Oil reserves in Libya are the largest in Africa and the ninth largest in the world with 41.5 billion barrels (6.60×10^9 m3) as of 2007. Oil production was 1.8 million barrels per day (290×10^3 m3/d) as of 2006, giving Libya 63 years of reserves at current production rates if no new reserves were to be found. Libya is considered a highly attractive oil area due to its low cost of oil production (as low as $1 per barrel at some fields), and proximity to European markets.Digby also notes:
If people want to talk honestly about this and admit what it is we are really doing then perhaps, as a democracy, we can hash this out properly. But using the uprising as an excuse to "intervene" on behalf of Exxon and BP has nothing to do with humanitarianism and liberals need to disabuse themselves of this illusion once and for all.On the radio this morning (Armstrong and Getty), I was trying to assess the conservative reaction to all this, and I was surprised just how cool conservatives are to this Libyan intervention. They were comparing it to George Bush's rush to intervene in Iraq (!) and talking about how Hillary Clinton now has her own war (!!) The reaction seems similar to conservative reaction to intervention in the wars in the Balkans when the last Democratic President, Bill Clinton, was in charge, when they suspected talk of humanitarian intervention was just a cover for fruitless nation-building exercises (which made their enthusiasm for the biggest nation-building boondoggle of all time, Iraq, even harder to understand).
Entering into war in Libya is nothing like entering in war in Iraq, but it is nice that that Crusading relish to intervene anywhere and everywhere where Muslims live is beginning to diminish among conservatives. I fear that diminuition has more to do with the fact that Obama is President, though, than any principled opposition.
For some reason, I'm reminded of a protest I saw in front of the California State Capitol early in 1991, when intervention in Kuwait was just days away. A frustrated liberal was shouting about the futility of war when a city bus loudly belched a dark cloud of Diesel exhaust right next to her. She turned, pointed to the dark cloud and shouted rhetorically: "Are we supposed to go to war over - that?"
Well, yes actually. Oil is power. What better to go to war over? And with the European powers taking the lead (they have more at stake than we do).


Lines from the listing that hold the string "marker" are what you should return.

- SUPPLIED RECORDS:
__________

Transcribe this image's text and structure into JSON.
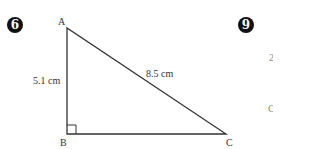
{
  "problems": [
    {
      "number": "6",
      "figure": {
        "type": "right-triangle",
        "vertices": {
          "A": "A",
          "B": "B",
          "C": "C"
        },
        "right_angle_at": "B",
        "sides": {
          "AB": "5.1 cm",
          "AC": "8.5 cm"
        }
      }
    },
    {
      "number": "9",
      "partial_labels": [
        "2",
        "C"
      ]
    }
  ]
}
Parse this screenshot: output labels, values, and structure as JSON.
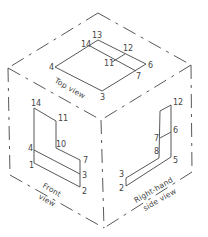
{
  "figure": {
    "type": "isometric glass-box projection",
    "faces": {
      "top": {
        "caption": "Top view",
        "vertex_labels": [
          "13",
          "14",
          "12",
          "11",
          "4",
          "6",
          "7",
          "3"
        ]
      },
      "front": {
        "caption_line1": "Front",
        "caption_line2": "view",
        "vertex_labels": [
          "14",
          "11",
          "10",
          "4",
          "7",
          "1",
          "3",
          "2"
        ]
      },
      "right": {
        "caption_line1": "Right-hand",
        "caption_line2": "side view",
        "vertex_labels": [
          "12",
          "6",
          "7",
          "8",
          "5",
          "3",
          "2"
        ]
      }
    },
    "colors": {
      "line": "#444444",
      "background": "#ffffff"
    }
  }
}
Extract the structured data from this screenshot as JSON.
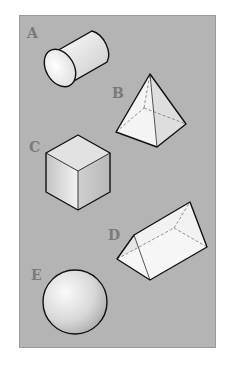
{
  "figure": {
    "background_color": "#b4b4b4",
    "shapes": [
      {
        "label": "A",
        "name": "cylinder"
      },
      {
        "label": "B",
        "name": "square pyramid"
      },
      {
        "label": "C",
        "name": "cube"
      },
      {
        "label": "D",
        "name": "triangular prism"
      },
      {
        "label": "E",
        "name": "sphere"
      }
    ]
  }
}
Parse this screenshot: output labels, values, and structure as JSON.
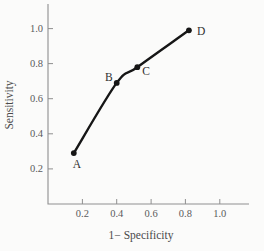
{
  "chart_data": {
    "type": "line",
    "title": "",
    "xlabel": "1− Specificity",
    "ylabel": "Sensitivity",
    "xlim": [
      0,
      1.17
    ],
    "ylim": [
      0,
      1.14
    ],
    "x_ticks": [
      0.2,
      0.4,
      0.6,
      0.8,
      1.0
    ],
    "y_ticks": [
      0.2,
      0.4,
      0.6,
      0.8,
      1.0
    ],
    "grid": false,
    "legend": "none",
    "series": [
      {
        "name": "ROC curve",
        "points": [
          {
            "label": "A",
            "x": 0.15,
            "y": 0.29,
            "label_anchor": "middle",
            "label_dx": 3,
            "label_dy": 15
          },
          {
            "label": "B",
            "x": 0.4,
            "y": 0.69,
            "label_anchor": "end",
            "label_dx": -4,
            "label_dy": -2
          },
          {
            "label": "C",
            "x": 0.52,
            "y": 0.78,
            "label_anchor": "start",
            "label_dx": 5,
            "label_dy": 8
          },
          {
            "label": "D",
            "x": 0.82,
            "y": 0.99,
            "label_anchor": "start",
            "label_dx": 8,
            "label_dy": 5
          }
        ]
      }
    ],
    "colors": {
      "curve": "#161616",
      "point": "#161616",
      "axis": "#8f8f8f",
      "tick_text": "#5a5a5a",
      "axis_title_text": "#4a4a4a",
      "point_label_text": "#303030",
      "background": "#fbfbfa"
    }
  }
}
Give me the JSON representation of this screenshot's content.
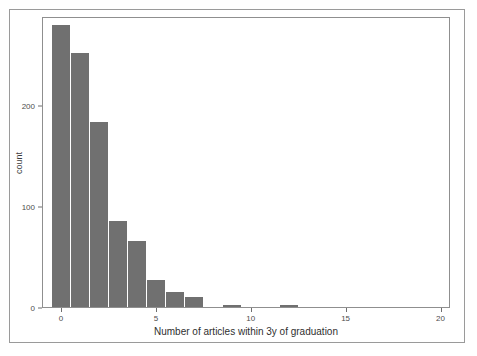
{
  "chart_data": {
    "type": "bar",
    "title": "",
    "subtitle": "",
    "xlabel": "Number of articles within 3y of graduation",
    "ylabel": "count",
    "xlim": [
      -1,
      20.5
    ],
    "ylim": [
      0,
      288
    ],
    "grid": false,
    "legend": null,
    "bar_color": "#707070",
    "panel_background": "#ffffff",
    "binwidth": 1,
    "x_ticks": [
      0,
      5,
      10,
      15,
      20
    ],
    "x_tick_labels": [
      "0",
      "5",
      "10",
      "15",
      "20"
    ],
    "y_ticks": [
      0,
      100,
      200
    ],
    "y_tick_labels": [
      "0",
      "100",
      "200"
    ],
    "categories": [
      0,
      1,
      2,
      3,
      4,
      5,
      6,
      7,
      9,
      12
    ],
    "values": [
      279,
      251,
      183,
      85,
      65,
      27,
      15,
      10,
      2,
      2
    ],
    "bars": [
      {
        "x": 0,
        "count": 279
      },
      {
        "x": 1,
        "count": 251
      },
      {
        "x": 2,
        "count": 183
      },
      {
        "x": 3,
        "count": 85
      },
      {
        "x": 4,
        "count": 65
      },
      {
        "x": 5,
        "count": 27
      },
      {
        "x": 6,
        "count": 15
      },
      {
        "x": 7,
        "count": 10
      },
      {
        "x": 9,
        "count": 2
      },
      {
        "x": 12,
        "count": 2
      }
    ]
  },
  "figure": {
    "frame_color": "#9a9a9a",
    "panel_border_color": "#8f8f8f",
    "axis_text_color": "#4d4d4d"
  }
}
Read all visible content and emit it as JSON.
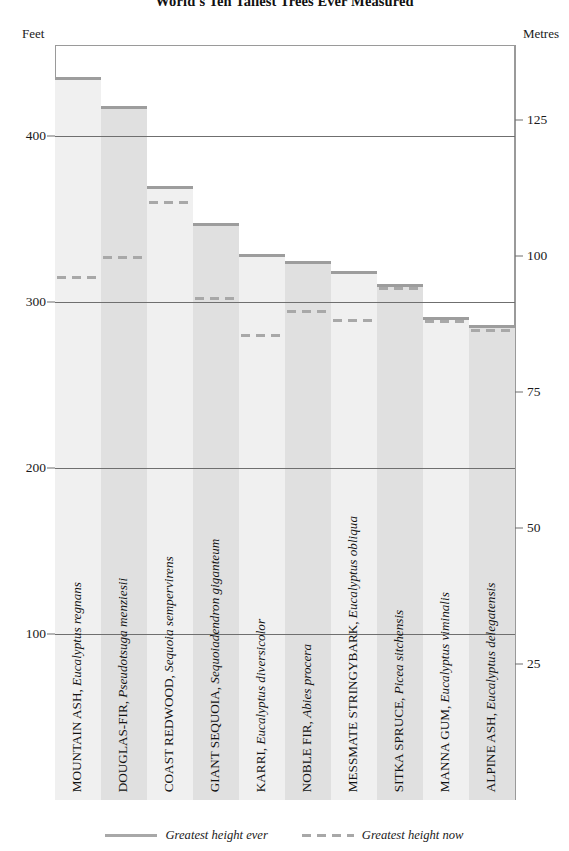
{
  "title": "World's Ten Tallest Trees Ever Measured",
  "axis_caption_left": "Feet",
  "axis_caption_right": "Metres",
  "legend": {
    "ever_label": "Greatest height ever",
    "now_label": "Greatest height now"
  },
  "colors": {
    "bar_fill_light": "#f0f0f0",
    "bar_fill_dark": "#e0e0e0",
    "bar_cap": "#9d9d9d",
    "dash": "#a8a8a8",
    "gridline": "#6f6f6f",
    "frame": "#9a9a9a",
    "text": "#1a1a1a"
  },
  "chart_data": {
    "type": "bar",
    "title": "World's Ten Tallest Trees Ever Measured",
    "xlabel": "",
    "ylabel": "Feet",
    "ylabel_secondary": "Metres",
    "ylim": [
      0,
      455
    ],
    "ylim_secondary": [
      0,
      138.7
    ],
    "grid": true,
    "legend_position": "bottom-center",
    "yticks": [
      100,
      200,
      300,
      400
    ],
    "ytick_labels": [
      "100",
      "200",
      "300",
      "400"
    ],
    "yticks_secondary": [
      25,
      50,
      75,
      100,
      125
    ],
    "ytick_labels_secondary": [
      "25",
      "50",
      "75",
      "100",
      "125"
    ],
    "categories": [
      "MOUNTAIN ASH, Eucalyptus regnans",
      "DOUGLAS-FIR, Pseudotsuga menziesii",
      "COAST REDWOOD, Sequoia sempervirens",
      "GIANT SEQUOIA, Sequoiadendron giganteum",
      "KARRI, Eucalyptus diversicolor",
      "NOBLE FIR, Abies procera",
      "MESSMATE STRINGYBARK, Eucalyptus obliqua",
      "SITKA SPRUCE, Picea sitchensis",
      "MANNA GUM, Eucalyptus viminalis",
      "ALPINE ASH, Eucalyptus delegatensis"
    ],
    "series": [
      {
        "name": "Greatest height ever",
        "style": "solid",
        "values": [
          436,
          418,
          370,
          348,
          329,
          325,
          319,
          311,
          291,
          286
        ]
      },
      {
        "name": "Greatest height now",
        "style": "dashed",
        "values": [
          316,
          328,
          361,
          303,
          281,
          295,
          290,
          309,
          289,
          284
        ]
      }
    ]
  },
  "bars": [
    {
      "common": "MOUNTAIN ASH, ",
      "sci": "Eucalyptus regnans",
      "ever": 436,
      "now": 316
    },
    {
      "common": "DOUGLAS-FIR, ",
      "sci": "Pseudotsuga menziesii",
      "ever": 418,
      "now": 328
    },
    {
      "common": "COAST REDWOOD, ",
      "sci": "Sequoia sempervirens",
      "ever": 370,
      "now": 361
    },
    {
      "common": "GIANT SEQUOIA, ",
      "sci": "Sequoiadendron giganteum",
      "ever": 348,
      "now": 303
    },
    {
      "common": "KARRI, ",
      "sci": "Eucalyptus diversicolor",
      "ever": 329,
      "now": 281
    },
    {
      "common": "NOBLE FIR, ",
      "sci": "Abies procera",
      "ever": 325,
      "now": 295
    },
    {
      "common": "MESSMATE STRINGYBARK, ",
      "sci": "Eucalyptus obliqua",
      "ever": 319,
      "now": 290
    },
    {
      "common": "SITKA SPRUCE, ",
      "sci": "Picea sitchensis",
      "ever": 311,
      "now": 309
    },
    {
      "common": "MANNA GUM, ",
      "sci": "Eucalyptus viminalis",
      "ever": 291,
      "now": 289
    },
    {
      "common": "ALPINE ASH, ",
      "sci": "Eucalyptus delegatensis",
      "ever": 286,
      "now": 284
    }
  ]
}
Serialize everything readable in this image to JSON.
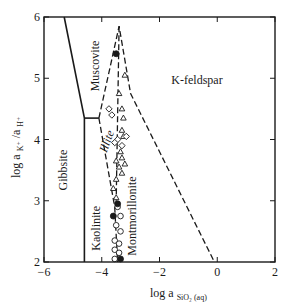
{
  "chart_data": {
    "type": "scatter",
    "title": "",
    "xlabel": "log a SiO2(aq)",
    "xlabel_main": "log a",
    "xlabel_sub": "SiO₂ (aq)",
    "ylabel": "log a K+ / a H+",
    "ylabel_main": "log a",
    "ylabel_k": "K⁺",
    "ylabel_sep": " /a",
    "ylabel_h": "H⁺",
    "xlim": [
      -6,
      2
    ],
    "ylim": [
      2,
      6
    ],
    "grid": false,
    "legend": "none",
    "x_ticks": [
      -6,
      -4,
      -2,
      0,
      2
    ],
    "x_tick_labels": [
      "−6",
      "−4",
      "−2",
      "0",
      "2"
    ],
    "y_ticks": [
      2,
      3,
      4,
      5,
      6
    ],
    "y_tick_labels": [
      "2",
      "3",
      "4",
      "5",
      "6"
    ],
    "regions": [
      {
        "name": "Gibbsite",
        "x": -5.2,
        "y": 3.5,
        "rotate": -90
      },
      {
        "name": "Muscovite",
        "x": -4.1,
        "y": 5.2,
        "rotate": -90
      },
      {
        "name": "Illite",
        "x": -3.7,
        "y": 3.95,
        "rotate": -70,
        "italic": true
      },
      {
        "name": "K-feldspar",
        "x": -0.7,
        "y": 4.9,
        "rotate": 0
      },
      {
        "name": "Kaolinite",
        "x": -4.05,
        "y": 2.55,
        "rotate": -90
      },
      {
        "name": "Montmorillonite",
        "x": -2.8,
        "y": 2.75,
        "rotate": -90
      }
    ],
    "boundaries": [
      {
        "style": "solid",
        "points": [
          [
            -5.3,
            6
          ],
          [
            -4.6,
            4.35
          ],
          [
            -4.6,
            2
          ]
        ]
      },
      {
        "style": "solid",
        "points": [
          [
            -4.6,
            4.35
          ],
          [
            -4.1,
            4.35
          ]
        ]
      },
      {
        "style": "dashed",
        "points": [
          [
            -4.1,
            4.35
          ],
          [
            -3.4,
            5.85
          ],
          [
            -3.0,
            4.75
          ],
          [
            -0.1,
            2
          ]
        ]
      },
      {
        "style": "dashed",
        "points": [
          [
            -4.1,
            4.35
          ],
          [
            -3.55,
            2.9
          ],
          [
            -3.45,
            2
          ]
        ]
      },
      {
        "style": "dashed",
        "points": [
          [
            -3.4,
            5.85
          ],
          [
            -3.5,
            3.0
          ]
        ]
      }
    ],
    "series": [
      {
        "name": "open triangles",
        "marker": "triangle-open",
        "points": [
          [
            -3.2,
            5.05
          ],
          [
            -3.4,
            4.75
          ],
          [
            -3.3,
            4.5
          ],
          [
            -3.25,
            4.35
          ],
          [
            -3.3,
            4.15
          ],
          [
            -3.25,
            4.05
          ],
          [
            -3.35,
            3.8
          ],
          [
            -3.5,
            3.65
          ],
          [
            -3.3,
            3.7
          ],
          [
            -3.4,
            3.55
          ],
          [
            -3.2,
            3.6
          ],
          [
            -3.3,
            3.45
          ],
          [
            -3.5,
            3.35
          ],
          [
            -3.6,
            3.2
          ],
          [
            -3.5,
            3.05
          ]
        ]
      },
      {
        "name": "open diamonds",
        "marker": "diamond-open",
        "points": [
          [
            -3.75,
            4.5
          ],
          [
            -3.65,
            4.4
          ],
          [
            -3.45,
            4.0
          ],
          [
            -3.55,
            3.95
          ],
          [
            -3.15,
            4.05
          ],
          [
            -3.3,
            3.9
          ]
        ]
      },
      {
        "name": "open circles",
        "marker": "circle-open",
        "points": [
          [
            -3.45,
            2.9
          ],
          [
            -3.35,
            2.75
          ],
          [
            -3.5,
            2.6
          ],
          [
            -3.35,
            2.5
          ],
          [
            -3.55,
            2.35
          ],
          [
            -3.4,
            2.3
          ],
          [
            -3.55,
            2.2
          ],
          [
            -3.4,
            2.15
          ],
          [
            -3.55,
            2.05
          ]
        ]
      },
      {
        "name": "filled circles",
        "marker": "circle-filled",
        "points": [
          [
            -3.5,
            5.4
          ],
          [
            -3.45,
            2.95
          ],
          [
            -3.6,
            2.75
          ],
          [
            -3.35,
            2.05
          ]
        ]
      }
    ]
  }
}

__________

- SOLVED EXERCISE:
        "marker": "triangle-open",
        "marker": "diamond-open",
        "marker": "circle-open",
        "marker": "circle-filled",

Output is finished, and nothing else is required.